* _Prompt_:
Stopping at the line that holds "The height and", repeat the lines below exactly, starting from the very first and including that final line.

◆ ◆ ◆ ◆

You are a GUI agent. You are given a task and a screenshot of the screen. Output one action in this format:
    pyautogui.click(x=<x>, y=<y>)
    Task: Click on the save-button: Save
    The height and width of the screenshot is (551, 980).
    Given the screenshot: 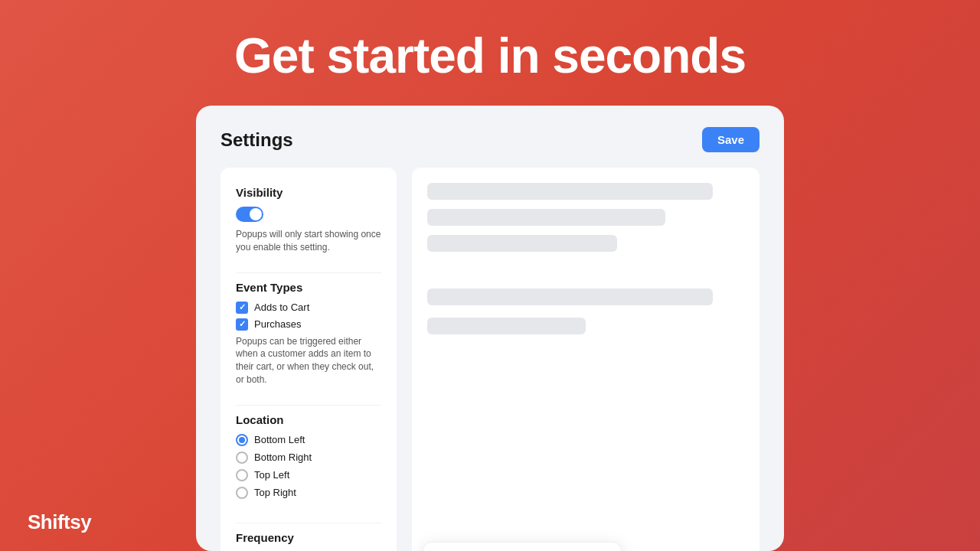 What is the action you would take?
    pyautogui.click(x=730, y=139)
    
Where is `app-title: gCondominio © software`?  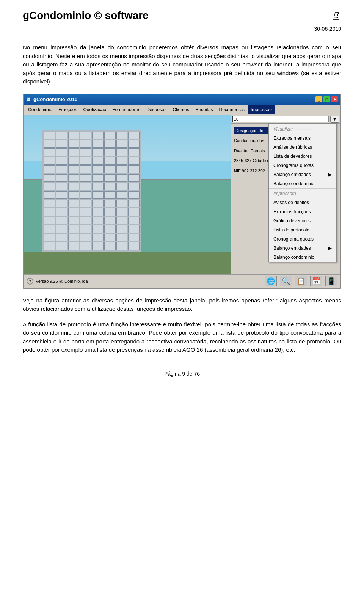 app-title: gCondominio © software is located at coordinates (86, 16).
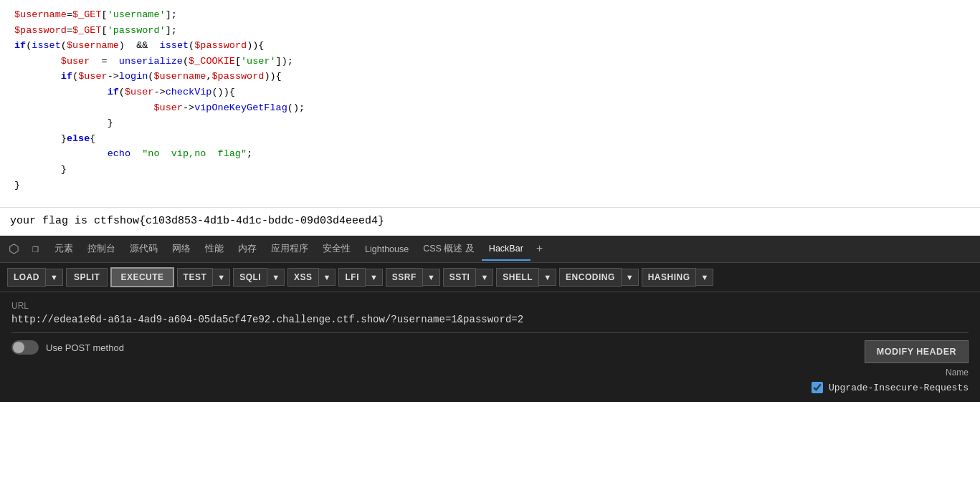 Image resolution: width=980 pixels, height=490 pixels. I want to click on ssrf-arrow: ▼, so click(432, 277).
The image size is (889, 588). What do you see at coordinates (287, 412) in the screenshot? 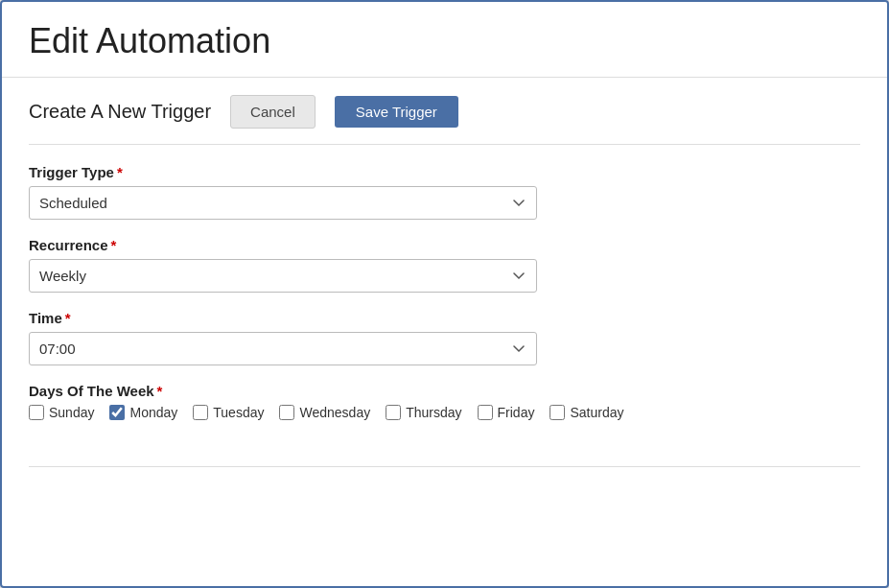
I see `day-wednesday-checkbox` at bounding box center [287, 412].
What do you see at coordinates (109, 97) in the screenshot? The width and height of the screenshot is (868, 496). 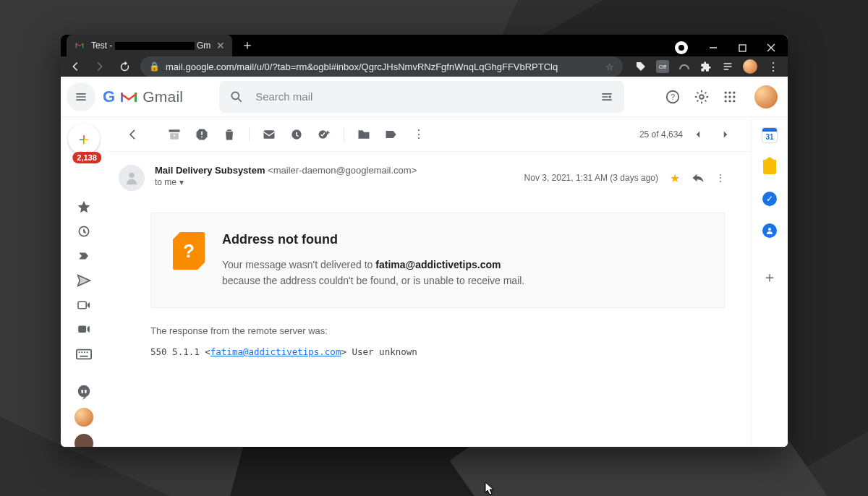 I see `gmail-m-icon: G` at bounding box center [109, 97].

◆ ◆ ◆ ◆

* _Expected answer_:
You are a GUI agent. You are given a task and a screenshot of the screen. Output one action in this format:
    pyautogui.click(x=<x>, y=<y>)
    Task: Click on the save-button: Save
    The height and width of the screenshot is (551, 980).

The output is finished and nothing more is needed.